USDA investigation confirms cattle and beef prices reacted as expected to packing capacity and demand disruption.
September 28, 2020
Beef and cattle prices reacted the way they should have in the wake of the Tyson plant fire in Kansas last summer, and following the massive supply and demand shock imposed by the pandemic.
That’s the bottom-line interpretation of the price investigation completed by the USDA Agricultural Marketing Service (AMS).
Sudden and historically wide price spreads between cash fed cattle prices and wholesale beef values after the fire prompted the investigation.
Then came COVID-19 and even wider price spreads, so USDA added that to the original investigation.
Up front, keep in mind that the USDA Boxed Beef and Fed Cattle Price Spread Investigation Report does not examine potential violations of the Packers and Stockyards Act.

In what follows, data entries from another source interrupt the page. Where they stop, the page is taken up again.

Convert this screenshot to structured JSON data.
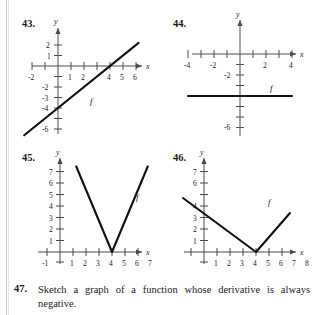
{
  "page": {
    "background_color": "#ffffff",
    "ink_color": "#111111",
    "axis_color": "#4a4a4a"
  },
  "exercises": [
    {
      "number": "43.",
      "graph": {
        "type": "line",
        "y_axis_label": "y",
        "x_axis_label": "x",
        "x_tick_labels": [
          "-2",
          "1",
          "2",
          "4",
          "5",
          "6"
        ],
        "y_tick_labels": [
          "2",
          "1",
          "-2",
          "-3",
          "-4",
          "-6"
        ],
        "curve_label": "f",
        "description": "Straight line of slope 1 through (0,-4) and (4,0)",
        "slope": 1,
        "y_intercept": -4,
        "x_intercept": 4
      }
    },
    {
      "number": "44.",
      "graph": {
        "type": "line",
        "y_axis_label": "y",
        "x_axis_label": "x",
        "x_tick_labels": [
          "-4",
          "-2",
          "2",
          "4"
        ],
        "y_tick_labels": [
          "-2",
          "-6"
        ],
        "curve_label": "f",
        "description": "Horizontal line at y = -4",
        "slope": 0,
        "y_intercept": -4
      }
    },
    {
      "number": "45.",
      "graph": {
        "type": "parabola",
        "y_axis_label": "y",
        "x_axis_label": "x",
        "x_tick_labels": [
          "-1",
          "1",
          "2",
          "3",
          "4",
          "5",
          "6",
          "7"
        ],
        "y_tick_labels": [
          "7",
          "6",
          "5",
          "4",
          "3",
          "2",
          "1"
        ],
        "curve_label": "f",
        "description": "Upward parabola with vertex at (4,0)",
        "vertex": [
          4,
          0
        ]
      }
    },
    {
      "number": "46.",
      "graph": {
        "type": "absolute-value",
        "y_axis_label": "y",
        "x_axis_label": "x",
        "x_tick_labels": [
          "1",
          "2",
          "3",
          "4",
          "5",
          "6",
          "7",
          "8"
        ],
        "y_tick_labels": [
          "7",
          "6",
          "4",
          "3",
          "2",
          "1"
        ],
        "curve_label": "f",
        "description": "V shape with vertex at (4,0), slopes -1 and +1",
        "vertex": [
          4,
          0
        ]
      }
    }
  ],
  "problem": {
    "number": "47.",
    "text": "Sketch a graph of a function whose derivative is always negative."
  }
}
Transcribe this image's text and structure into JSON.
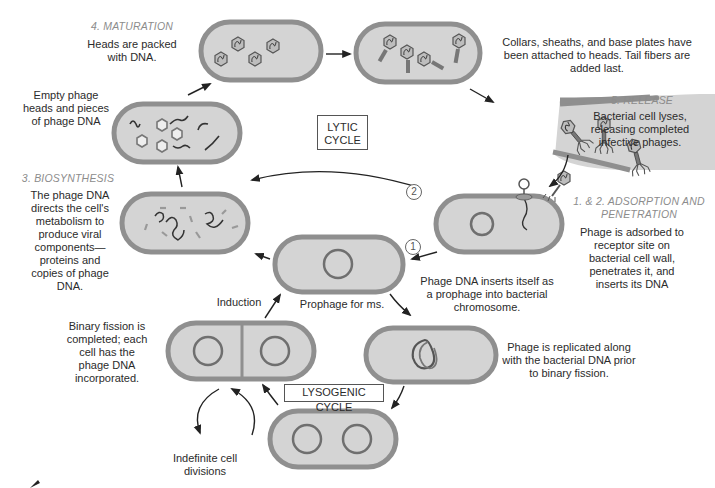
{
  "diagram": {
    "cycle_labels": {
      "lytic": "LYTIC\nCYCLE",
      "lytic_line1": "LYTIC",
      "lytic_line2": "CYCLE",
      "lysogenic": "LYSOGENIC CYCLE"
    },
    "stages": {
      "maturation": {
        "title": "4. MATURATION",
        "text": "Heads are packed with DNA."
      },
      "assembly": {
        "text": "Collars, sheaths, and base plates have been attached to heads.  Tail fibers are added last."
      },
      "release": {
        "title": "5. RELEASE",
        "text": "Bacterial cell lyses, releasing completed infective phages."
      },
      "adsorption": {
        "title": "1. & 2. ADSORPTION AND PENETRATION",
        "text": "Phage is adsorbed to receptor site on bacterial cell wall, penetrates it, and inserts its DNA"
      },
      "biosynthesis": {
        "title": "3. BIOSYNTHESIS",
        "text": "The phage DNA directs the cell's metabolism to produce viral components— proteins and copies of phage DNA."
      },
      "empty_heads": {
        "text": "Empty phage heads and pieces of phage DNA"
      }
    },
    "lysogenic": {
      "insert_text": "Phage DNA inserts itself as a prophage into bacterial chromosome.",
      "prophage_label": "Prophage for ms.",
      "induction_label": "Induction",
      "replicated_text": "Phage is replicated along with the bacterial DNA prior to binary fission.",
      "binary_fission_text": "Binary fission is completed; each cell has the phage DNA incorporated.",
      "indefinite_text": "Indefinite cell divisions"
    },
    "path_markers": {
      "one": "1",
      "two": "2"
    },
    "colors": {
      "cell_wall": "#8f8f8f",
      "cytoplasm": "#d4d4d4",
      "dna": "#3a3a3a",
      "stage_title": "#8c8c8c",
      "text": "#2b2b2b"
    }
  }
}
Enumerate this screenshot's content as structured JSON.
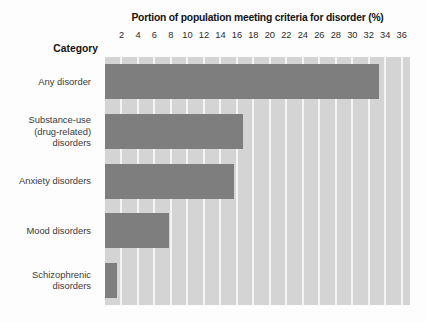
{
  "chart_data": {
    "type": "bar",
    "orientation": "horizontal",
    "title": "Portion of population meeting criteria for disorder (%)",
    "xlabel": "",
    "ylabel": "Category",
    "categories": [
      "Any disorder",
      "Substance-use (drug-related) disorders",
      "Anxiety disorders",
      "Mood disorders",
      "Schizophrenic disorders"
    ],
    "category_lines": [
      [
        "Any disorder"
      ],
      [
        "Substance-use",
        "(drug-related)",
        "disorders"
      ],
      [
        "Anxiety disorders"
      ],
      [
        "Mood disorders"
      ],
      [
        "Schizophrenic",
        "disorders"
      ]
    ],
    "values": [
      33.2,
      16.7,
      15.7,
      7.8,
      1.5
    ],
    "xlim": [
      0,
      37
    ],
    "xticks": [
      2,
      4,
      6,
      8,
      10,
      12,
      14,
      16,
      18,
      20,
      22,
      24,
      26,
      28,
      30,
      32,
      34,
      36
    ],
    "xtick_labels": [
      "2",
      "4",
      "6",
      "8",
      "10",
      "12",
      "14",
      "16",
      "18",
      "20",
      "22",
      "24",
      "26",
      "28",
      "30",
      "32",
      "34",
      "36"
    ],
    "grid": true,
    "grid_axis": "x",
    "legend": false,
    "colors": {
      "bar": "#7e7e7e",
      "plot_background": "#d4d4d4",
      "gridline": "#f4f4f4",
      "figure_background": "#fdfdfd",
      "text": "#3a3a3a",
      "heading_text": "#131313"
    }
  }
}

“Findings thus far do not preclude the possibility that individual entities or groups of entities violated the Packers and Stockyards Act during the aftermath of the Tyson Holcomb fire and the COVID-19 pandemic,” according to the USDA report, released July 22
“The investigation into potential violations under the Packers and Stockyards Act is continuing.”
Instead, the report provides an overview of market conditions and prices before, during and after both “black swan” events.
Massive price gyrations
First, the price trajectory after the fire.
The weekly average Choice boxed beef cutout value (CBCV) the week of the fire (the fire occurred Aug. 9, 2019) was $216.04 per cwt. The first week after the fire, it increased 6.7% to $230.43.
Ultimately, the CBCV rose to $239.87 the second week after the fire, before beginning to decline to $212.58 the first week of October.
The weekly average fed cattle negotiated cash dressed price during the week leading up to the fire was $180 per cwt. The price declined 6% to $169.81 during the first week after the fire, but increased the second week after the fire to $172.20 (up 2%).
Ultimately, negotiated fed cattle prices declined to a low point of $159.06 per cwt the week ending Sept. 14.
So, the spread between the dressed cattle price and CBCV was $36.03 per cwt in the week leading up to the fire. The spread increased 68% to $60.62 the first week after the fire. It was $67.17 the second week after the fire.
At the time, that was the largest spread since the inception of mandatory price reporting in 2001. After the third postfire week, the spread narrowed to $41.77, a 38% decrease from its postfire high.
In his analysis of the USDA report, David Juday of the Juday Group notes the focus by many was on apparent gross margins for beef packers.
“This spread is a metric of just two factors: live cattle prices and wholesale beef prices. It does not reflect all costs incurred in harvesting and processing cattle into beef. The cattle-to-beef margin excludes other operating costs, such as labor costs,” Juday explains.
More importantly, he says, the cattle-to-beef margin ignores fixed costs.
“Fixed costs constitute the largest percentage of overhead for meat packers. Overall, per-head margins on processing cattle rise dramatically as slaughter throughput is decreased,” Juday says.